If Joseph A. Schumpeter were alive on commencement day, he would no doubt be surprised: The sight of Bill Gates speaking from the steps of Memorial Church to a sea of crimson would puzzle the Austrian economist and former Harvard professor. Schumpeter had predicted that entrepreneurs like Gates, though the lifeblood of a market economy, would only find hostility in halls of academia.
Schumpeter’s diagnosis of capitalism’s ills missed the mark, yet his remarks on the academy’s disdain for entrepreneurs were dead on. From the Trotskyite editors of the Partisan Review to Lawrence H. Summers’ recent detractors, self-styled intellectuals and academics have long bristled at market principles. For them, admiration for entrepreneurship is no more than vulgar hero worship, straight from an Ayn Rand novel.
Then it’s hardly surprising that commencement has long served as a soapbox for statesmen, academics and the occasional man (or woman) of letters; corporate titans have been consciously excluded—including from the list of honorary degree recipients. Since 1950, the only corporate leader to address departing graduates has been IBM president Thomas Watson Jr. in 1981. In light of this, Gates’ selection is somewhat of an anomaly.
Of course, the senior class chose Gates for his giving, rather than his earning. The Bill and Melinda Gates Foundation, both in scope and reach, has revolutionized philanthropy. Yet his conversion is no different from the type of reputation redemption mastered by monopolists like Andrew Carnegie and John D. Rockefeller—neither of whose avarice was dignified with an honorary degree. What has changed?
Part of it is the softer edge of technology. Few people believe that Microsoft’s dubious dealings in the 90s were truly acting against the public interest. Google founders Sergey Brin and Larry Page unseated MSN and Yahoo with a mere algorithm—proof of the economy’s democratic nature. Tech fortunes just seem less exploitative, built on mainframes and lines of code rather than the backs of unskilled laborers.
Another is the growing realization that money talks—in all languages. Private foundations can often avoid the bureaucratic mess that plagues public funds, and more effectively stomp out developing world maladies. Even NGOs extol the virtue of profit through microfinance. Social enterprises ensure that each dollar of goodwill can go further. For do-gooders and techies alike, entrepreneurship is almost a religious calling.
This hasn’t always been the case, at least at the College. Indeed, Harvard Student Agencies (HSA) was founded in 1957 to employ scholarship students, not train startup founders. A September 1967 Crimson article cited “the average Harvard student’s apparently natural disdain for business” as the source of campus antipathy to HSA. Budding entrepreneurs had hurdles to jump through trying to innovate. Gates, for one, allegedly went before the Administrative Board for commercially using University computers. And HSA, with its tight monopoly of campus services, rather than fostering innovation, only ended up stifling it.

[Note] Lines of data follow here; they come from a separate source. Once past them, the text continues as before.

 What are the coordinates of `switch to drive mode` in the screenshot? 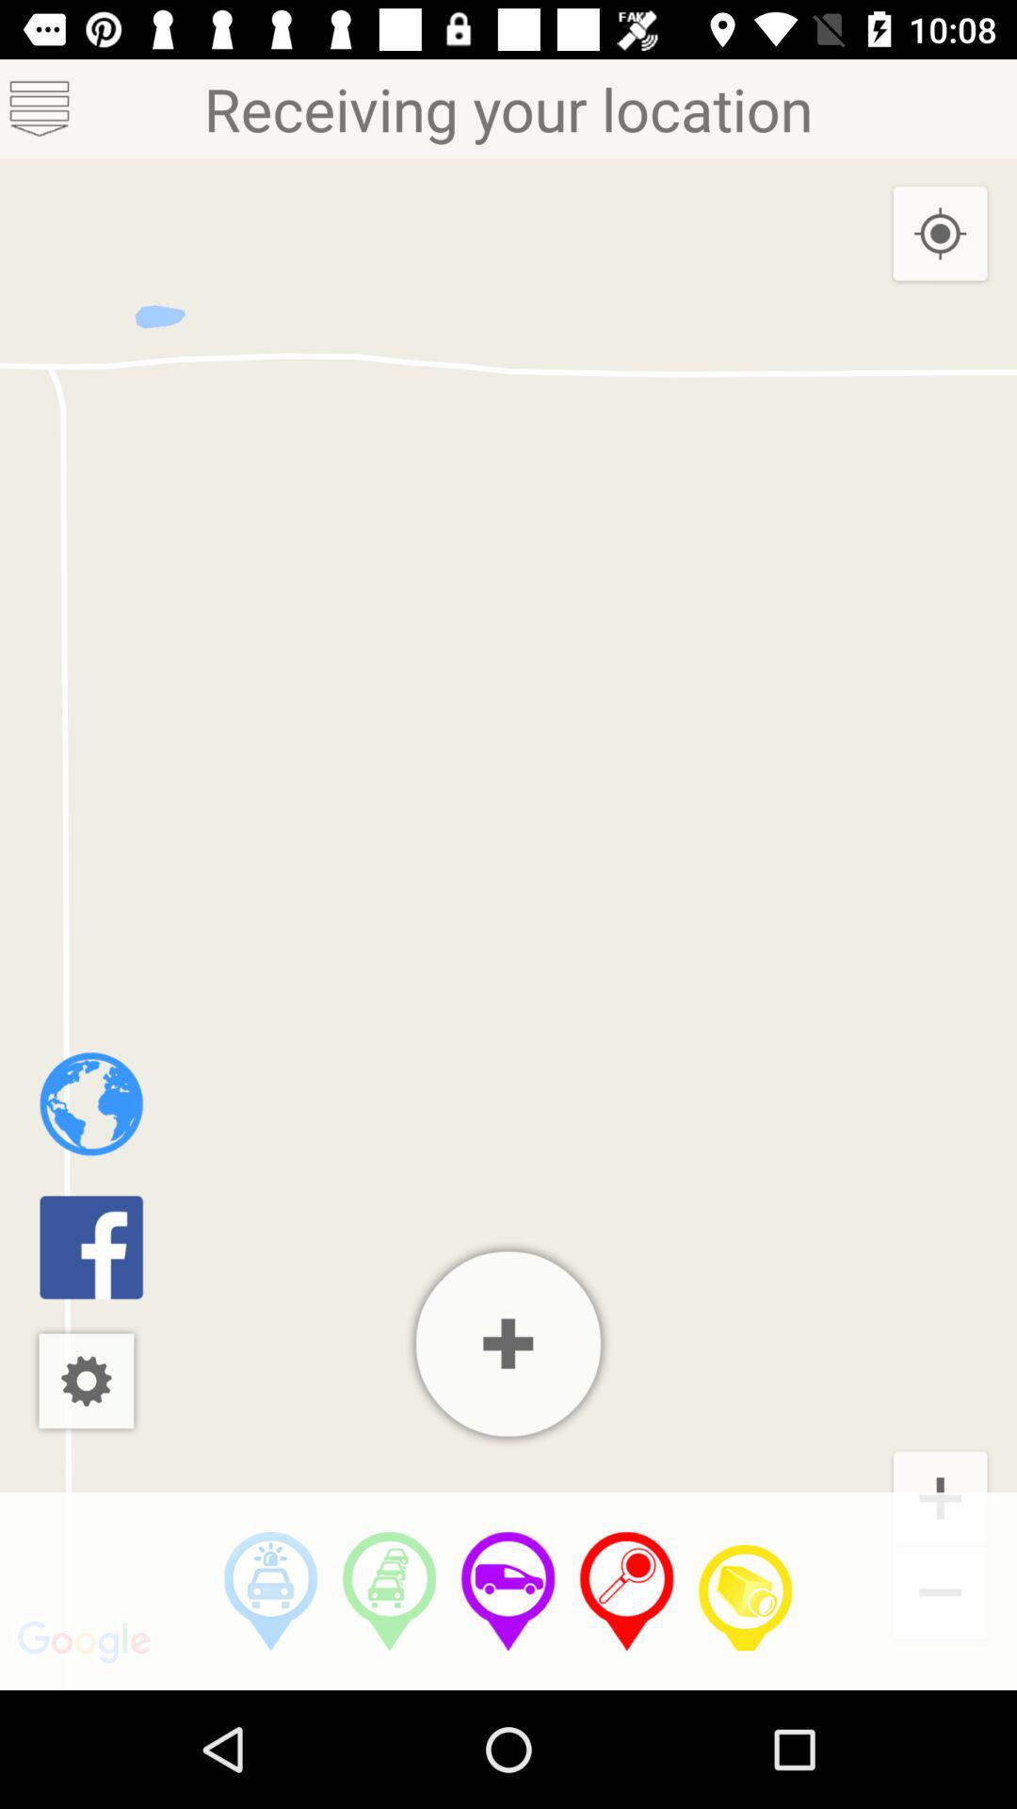 It's located at (509, 1591).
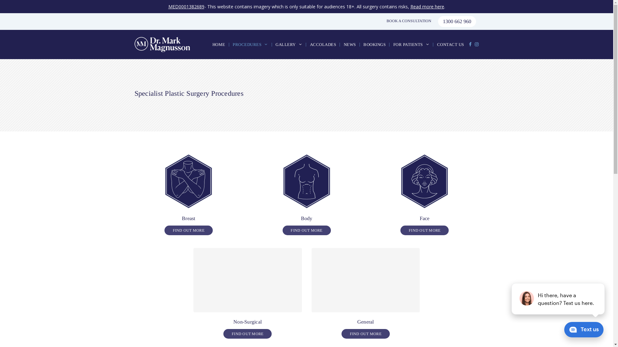  I want to click on NEWS, so click(349, 44).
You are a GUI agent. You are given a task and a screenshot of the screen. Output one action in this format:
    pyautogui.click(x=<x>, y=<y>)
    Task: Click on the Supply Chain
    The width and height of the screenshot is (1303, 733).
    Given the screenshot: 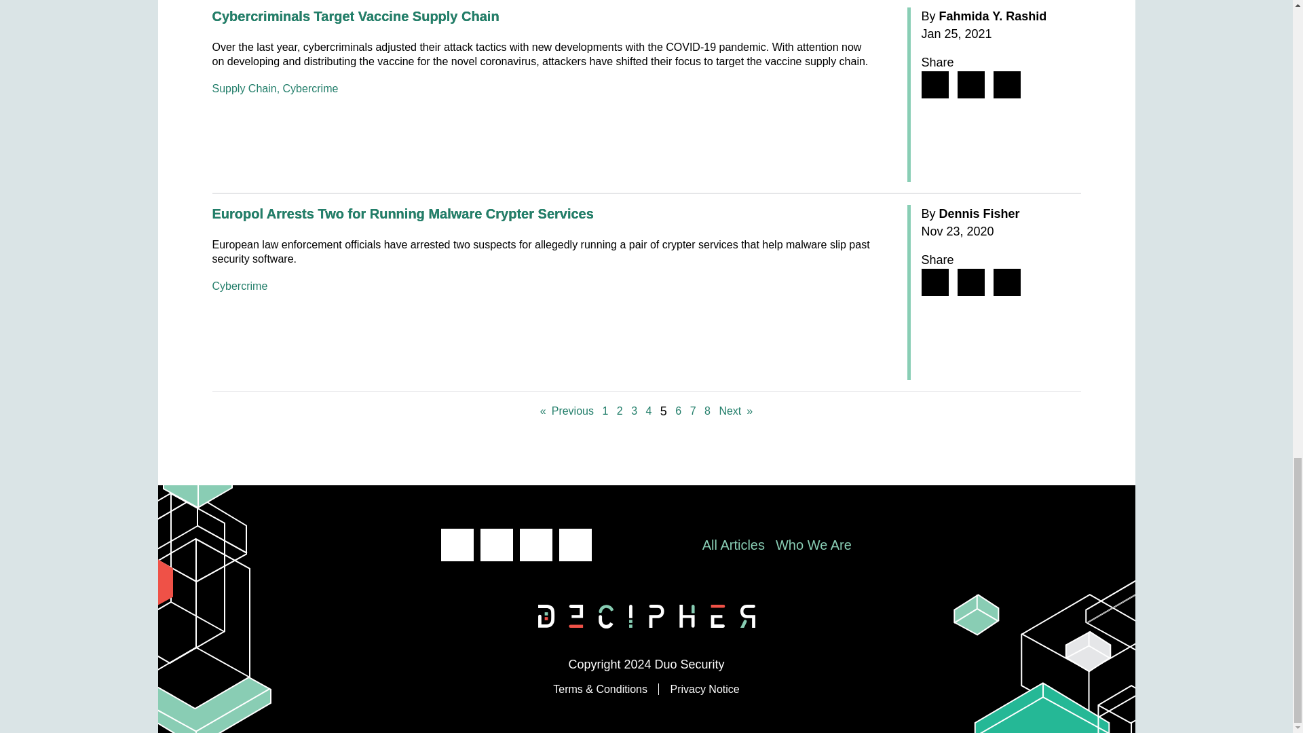 What is the action you would take?
    pyautogui.click(x=244, y=88)
    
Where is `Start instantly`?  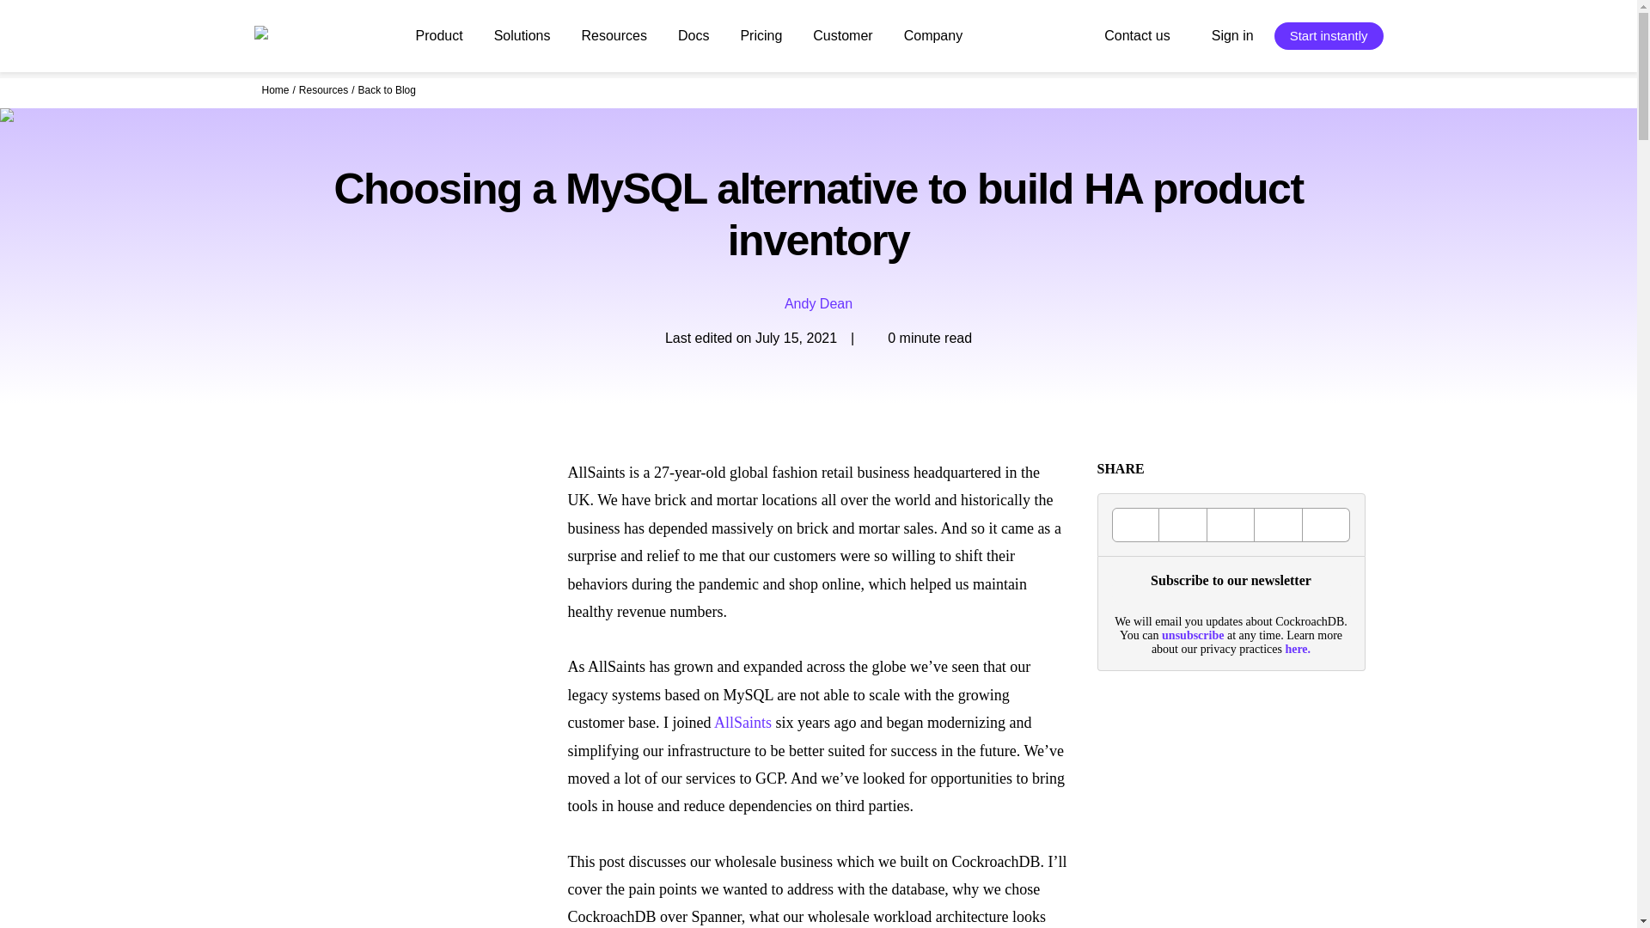 Start instantly is located at coordinates (1328, 36).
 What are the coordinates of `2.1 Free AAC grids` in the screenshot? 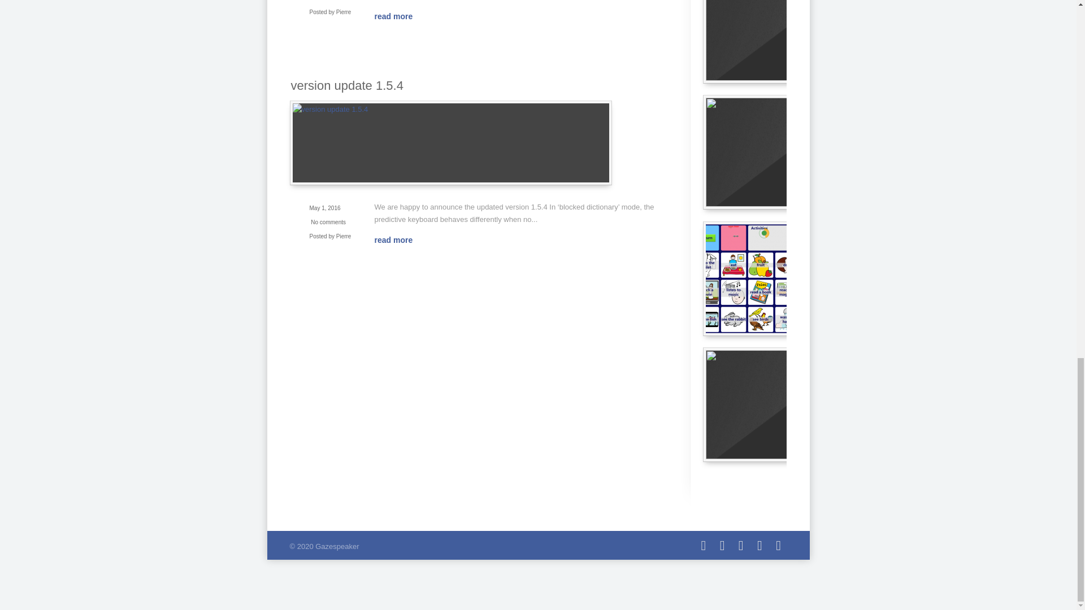 It's located at (788, 279).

Things have started to change for the better. In 2000, the Harvard College Dean’s Office lifted its ban on students operating for-profit businesses on campus. Prior, startups had to keep day-to-day operations out of dorms or their founders would face the Administrative Board. The wild successes of Sparknotes and Facebook proved that students had a knack for Internet novelties. Just this fall, the University allowed Dormaid’s laundry service to compete with HSA’s.
Yet these developments occurred with little infrastructural support. The Harvard College Entrepreneurship Forum (HCEF), founded last fall, is trying to fill this gap. HCEF co-founder and vice-president Michael Segal ’09, who is also a Crimson editor, cited the need for a “culture of entrepreneurship” to match the likes of Massachusetts Institute of Technology and Stanford. Segal said that there is no shortage of ideas or interest—noting the attendance of up to 60 undergraduates at the club’s inaugural events—just one of support for their realization.
Purists might scoff at entrepreneurship, saying it has no place at a liberal arts college, and that undergraduates should wrestle with life’s big questions now, and later scheme how to make a quick buck.
Such a view, however, is silly. Harvard is right to uphold pedagogical purity—forcing students to take accounting at MIT, for example. Yet students cannot live on Plato and Proust alone. If the hordes of economics concentrators are any sign, there is no lack of interest in the market. So, just as campus publications hone the skills of budding journalists, similarly should seed grants or non-interest loans from the administration nourish students’ brilliant ideas.
You don’t need Steve Jobs, the flamboyant founder of Apple, to convince you that entrepreneurship is primarily about creativity. With some more institutional support, aspiring venture capitalists might try the exciting (though precarious) world of self-employment before turning to the world of high finance.
And market-skeptics, those who despise their I-banking peers, should take heart that entrepreneurs are revolutionaries of sorts, who shun conformity and yearn for the “creative destruction” that Schumpeter saw at the heart of capitalism’s dynamism. Hopefully, that is what the Class of 2007 will take away from this year’s commencement.
Will Johnston ’08 is a social studies concentrator in Adams House. His column appears on alternate Wednesdays.